[Items listed in a dataset]
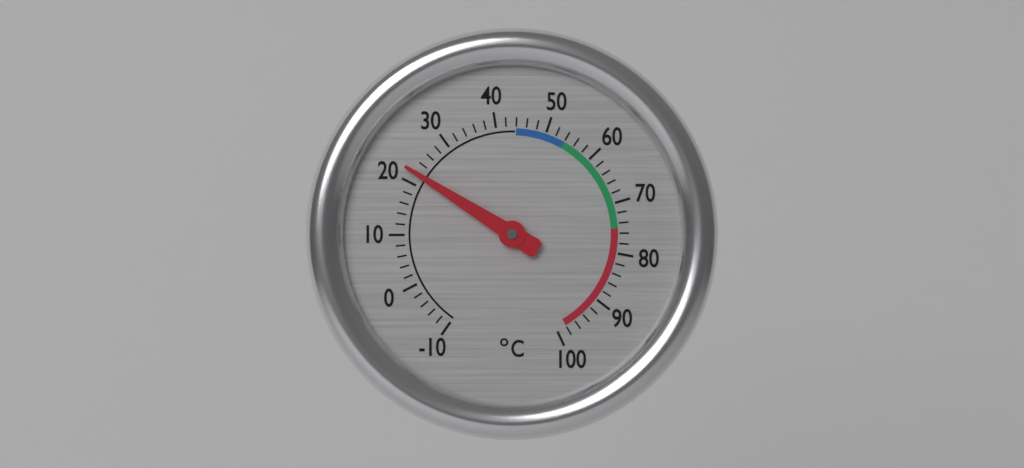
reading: 22 °C
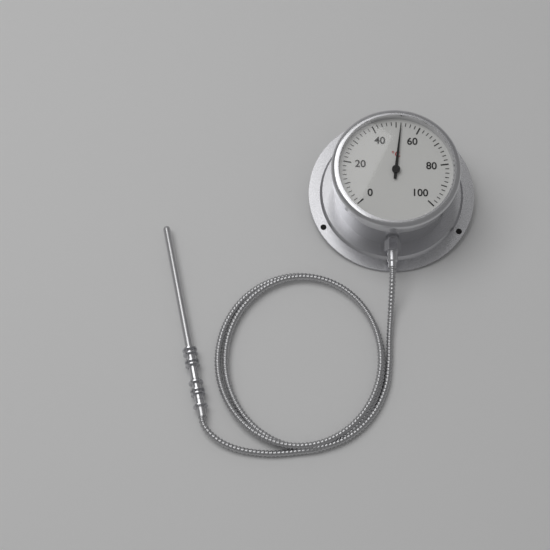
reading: 52 °C
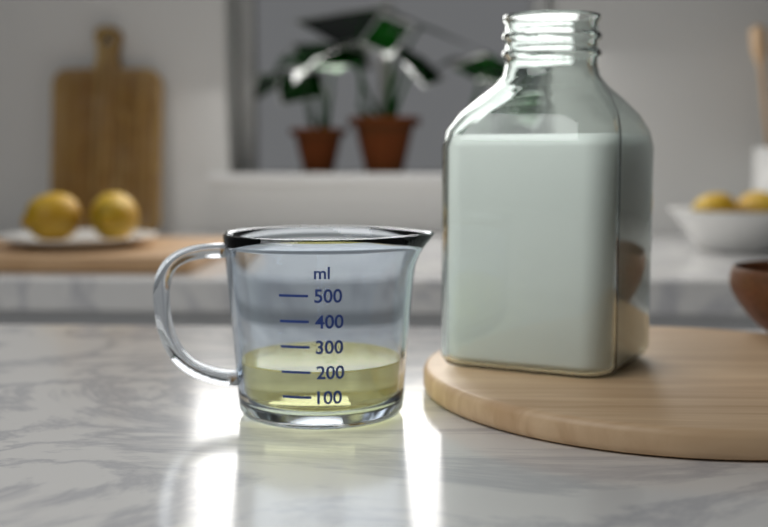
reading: 200 ml
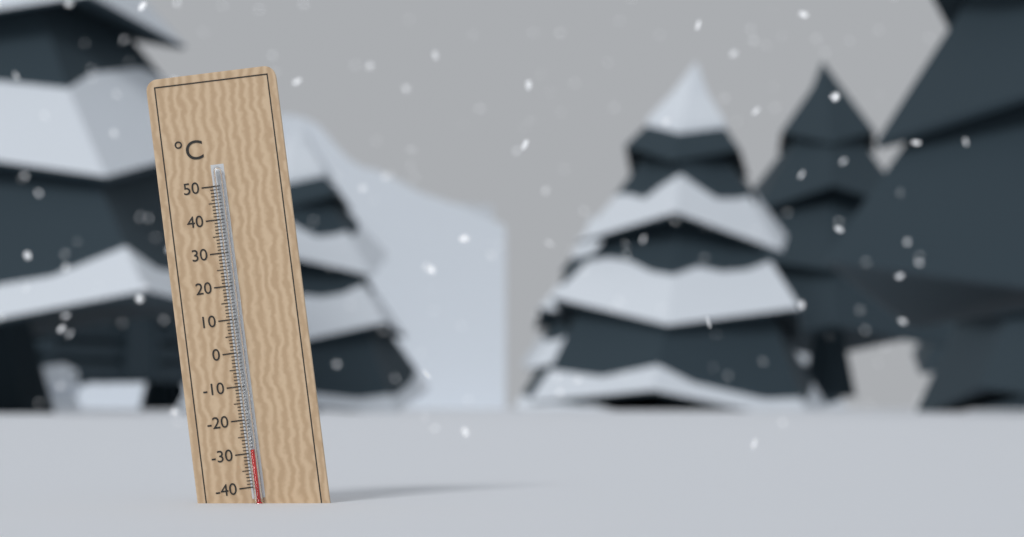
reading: -29 °C
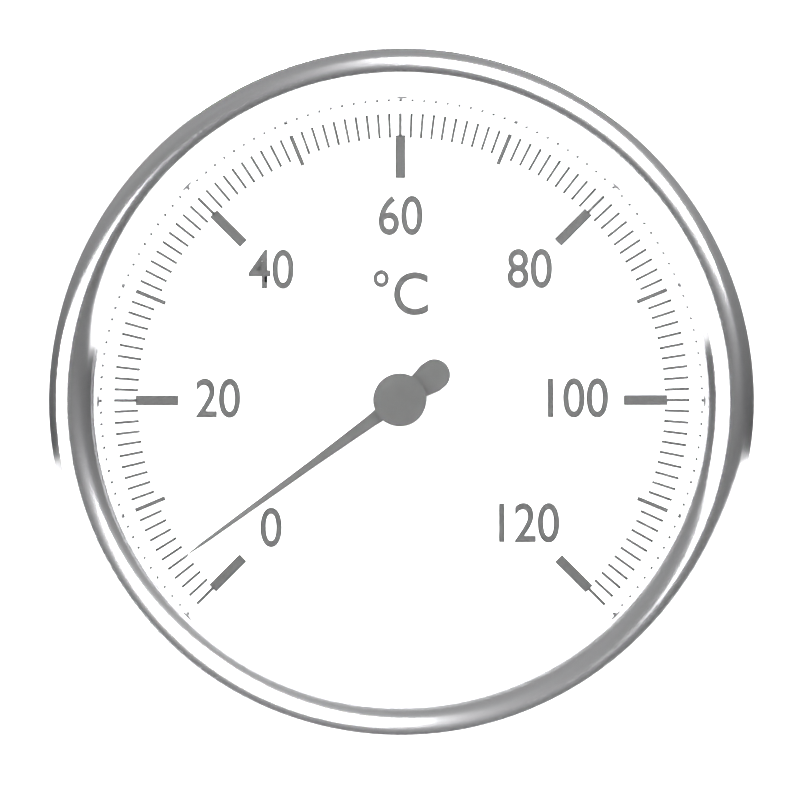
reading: 4 °C
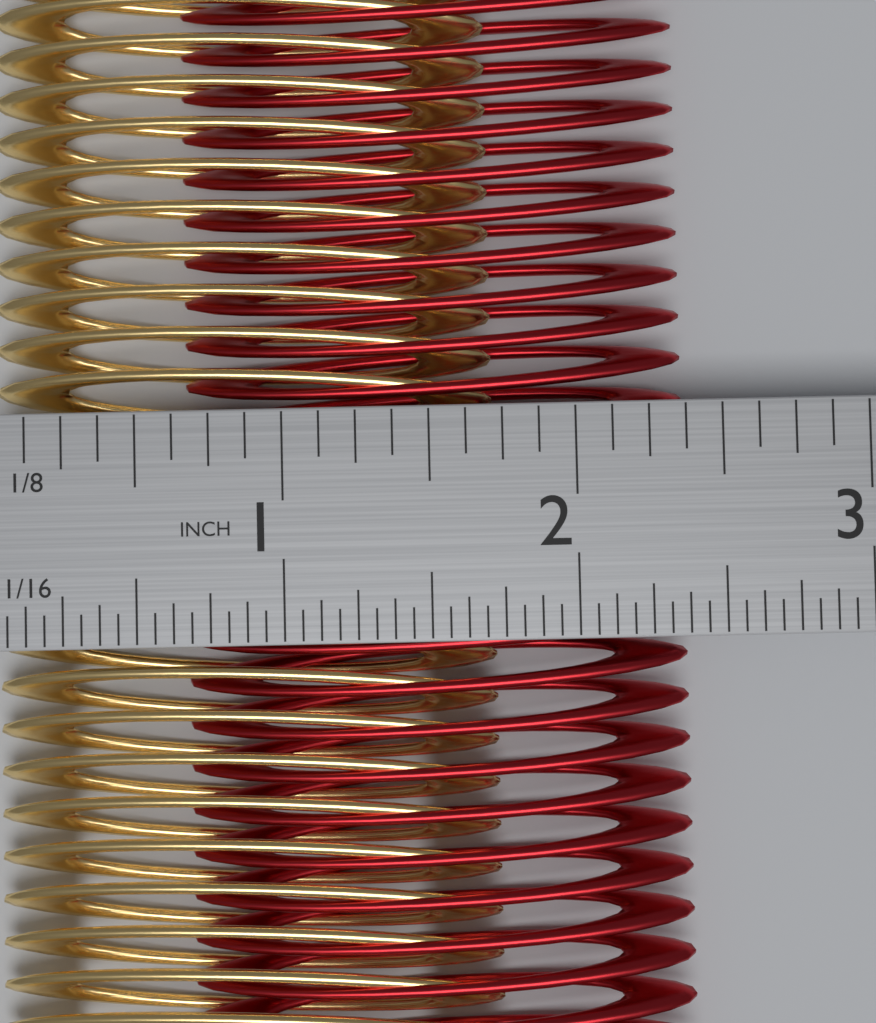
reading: 2.3750 in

_Exercise brief_
Each record above should be returned unchanged, except that the pictures are dropped.

_Result_
reading: 22 °C
reading: 52 °C
reading: 200 ml
reading: -29 °C
reading: 4 °C
reading: 2.3750 in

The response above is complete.